Work has begun to lift the old water pipelines off their bridge across the Ohau River on Poads Rd.
Work has been going on at Poads Bridge on Poads Rd, which runs into farmland beyond the Ōhau River, from Gladstone Rd.
The bridge has been there for a few years and consists of a section for vehicle traffic and a section for water pipes. Trampers use the bridge aswell as cyclists and local residents and farmers.
Kevin Peel, group manager Infrastructure Operations at Horowhenua District Council, said: "We are replacing the old bailey bridge by building a new concrete two span bridge next to the existing one.
"The bailey bridge is being replaced as it is in poor condition and it was not cost-effective to maintain. The existing bridge has a 2000kg weight limit while the new bridge will enable it to be used by all road-legal vehicles.
"The Levin Borough first piped Ōhau river water to the township in 1908, from an intake upstream of the Gladstone Rd Reserve.
"Various improvements were made to this supply over several decades until the initial treatment plant was established at its current location in 1964, with a new intake being installed in 1969 near the plant.
"The pipeline that was visible on the old pipe bridge, alongside the Poads Rd Bridge, runs up to the water tanks that still stand on the hill in Poads Rd. As such, the pipeline dates back to sometime before the construction of the new intake in 1969 and it has been out of service since that time."
Some locals remember the bridge from way back when the Poads and Adkins lived down Poads Rd. Robin Barrie, who has been a local accountant for 60 plus years, had the Poad family among his clients. He said he remembers there was also a swing bridge across the river, leading to the Poad homestead.
The Poads farmed on Poads Rd for several generations. Barrie said he reconnected with the Poads children Owen and Rosalie at a funeral last year.
"The Poads farm was the start of the track into the hills. They kept an eye on the trampers who were allowed to park on their farm. They had beef and sheep farm. Mrs Poad, who hailed from Takapau, was very hospitable and a dedicated member of the Presbyterian Church."
Ray Harvey remembers that hospitality.
"My grandfather was a house painter and in 1943 took me down there as he was painting Mr Poad's house," he said.
The memory stuck because Mrs Poad had a refrigerator and produced home-made icecream. "A real treat for a 9-year-old," he said.
Owen Poad, who lived on the road from the age of 2 until he was about 21, remembers what life was like.
"We were the only family there, there were other farms there. The original bridge was a swing bridge and very narrow, just wide enough to allow an Austin 7 to cross over it."
In 1952 there was a big flood which washed away the bridge and part of the bank.
"My father was a dairy farmer who had to take his cream and cream cans across the bridge to the road so it could be picked up to go to the milk plant. After the flood he had to wheel the cans across the pipe bridge in a wheelbarrow.
"I had to negotiate the mudflats in my way to school. In the end my parents bought a second car and parked it on the other side of the bridge so they could go into town more easily.
"Possibly for up to two years we had to make do before there was a new bridge and the council wanted help from the community building the bridge, which meant that my father spent a lot of time helping build the new bridge during that time.
"When I was young there were a lot of logging tracks in the bush and my grandfather was a bullock driver, who dragged logging trees out of the bush and my dad grew up helping him. I was 30 when we first got electricity.
"We had a kerosene fridge and a generating plant. My mother provided a lot of hospitality to the trampers and became honorary members of the Waiopehu Tramping Club."
In the mid-60s the Poad farm was sold to the Bartholomews, who had a long local history as loggers and sawmillers.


## TASK
Will you transcribe the entries that follow, exactly and in full?

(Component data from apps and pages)
◇ ◇ ◇ ◇
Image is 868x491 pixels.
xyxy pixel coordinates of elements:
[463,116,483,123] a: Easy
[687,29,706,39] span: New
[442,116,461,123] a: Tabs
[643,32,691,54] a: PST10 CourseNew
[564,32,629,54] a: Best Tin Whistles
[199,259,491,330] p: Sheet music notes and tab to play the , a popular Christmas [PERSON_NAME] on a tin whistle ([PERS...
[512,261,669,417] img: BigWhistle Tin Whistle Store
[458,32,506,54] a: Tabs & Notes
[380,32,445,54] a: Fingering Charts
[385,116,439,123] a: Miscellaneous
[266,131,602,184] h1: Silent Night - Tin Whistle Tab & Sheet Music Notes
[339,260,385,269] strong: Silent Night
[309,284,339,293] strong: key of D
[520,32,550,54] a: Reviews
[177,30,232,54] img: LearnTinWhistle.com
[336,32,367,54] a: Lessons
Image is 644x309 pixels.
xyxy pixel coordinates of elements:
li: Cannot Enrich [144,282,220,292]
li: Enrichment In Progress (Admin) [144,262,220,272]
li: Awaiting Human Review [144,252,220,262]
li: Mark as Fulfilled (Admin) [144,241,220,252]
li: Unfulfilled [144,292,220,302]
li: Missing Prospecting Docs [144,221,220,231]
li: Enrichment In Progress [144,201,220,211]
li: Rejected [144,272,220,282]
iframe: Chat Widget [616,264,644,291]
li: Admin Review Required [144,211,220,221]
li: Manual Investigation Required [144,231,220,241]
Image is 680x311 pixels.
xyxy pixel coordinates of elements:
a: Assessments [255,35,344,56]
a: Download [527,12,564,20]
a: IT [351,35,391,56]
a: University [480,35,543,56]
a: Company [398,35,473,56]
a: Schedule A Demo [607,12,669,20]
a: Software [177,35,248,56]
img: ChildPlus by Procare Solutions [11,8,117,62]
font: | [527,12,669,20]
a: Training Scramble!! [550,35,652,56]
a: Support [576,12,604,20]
◇ ◇ ◇ ◇
## PROBLEM SOLUTION
Image is 868x491 pixels.
xyxy pixel coordinates of elements:
[463,116,483,123] a: Easy
[687,29,706,39] span: New
[442,116,461,123] a: Tabs
[643,32,691,54] a: PST10 CourseNew
[564,32,629,54] a: Best Tin Whistles
[199,259,491,330] p: Sheet music notes and tab to play the , a popular Christmas [PERSON_NAME] on a tin whistle ([PERS...
[512,261,669,417] img: BigWhistle Tin Whistle Store
[458,32,506,54] a: Tabs & Notes
[380,32,445,54] a: Fingering Charts
[385,116,439,123] a: Miscellaneous
[266,131,602,184] h1: Silent Night - Tin Whistle Tab & Sheet Music Notes
[339,260,385,269] strong: Silent Night
[309,284,339,293] strong: key of D
[520,32,550,54] a: Reviews
[177,30,232,54] img: LearnTinWhistle.com
[336,32,367,54] a: Lessons
Image is 644x309 pixels.
xyxy pixel coordinates of elements:
li: Cannot Enrich [144,282,220,292]
li: Enrichment In Progress (Admin) [144,262,220,272]
li: Awaiting Human Review [144,252,220,262]
li: Mark as Fulfilled (Admin) [144,241,220,252]
li: Unfulfilled [144,292,220,302]
li: Missing Prospecting Docs [144,221,220,231]
li: Enrichment In Progress [144,201,220,211]
li: Rejected [144,272,220,282]
iframe: Chat Widget [616,264,644,291]
li: Admin Review Required [144,211,220,221]
li: Manual Investigation Required [144,231,220,241]
Image is 680x311 pixels.
xyxy pixel coordinates of elements:
a: Assessments [255,35,344,56]
a: Download [527,12,564,20]
a: IT [351,35,391,56]
a: University [480,35,543,56]
a: Company [398,35,473,56]
a: Schedule A Demo [607,12,669,20]
a: Software [177,35,248,56]
img: ChildPlus by Procare Solutions [11,8,117,62]
font: | [527,12,669,20]
a: Training Scramble!! [550,35,652,56]
a: Support [576,12,604,20]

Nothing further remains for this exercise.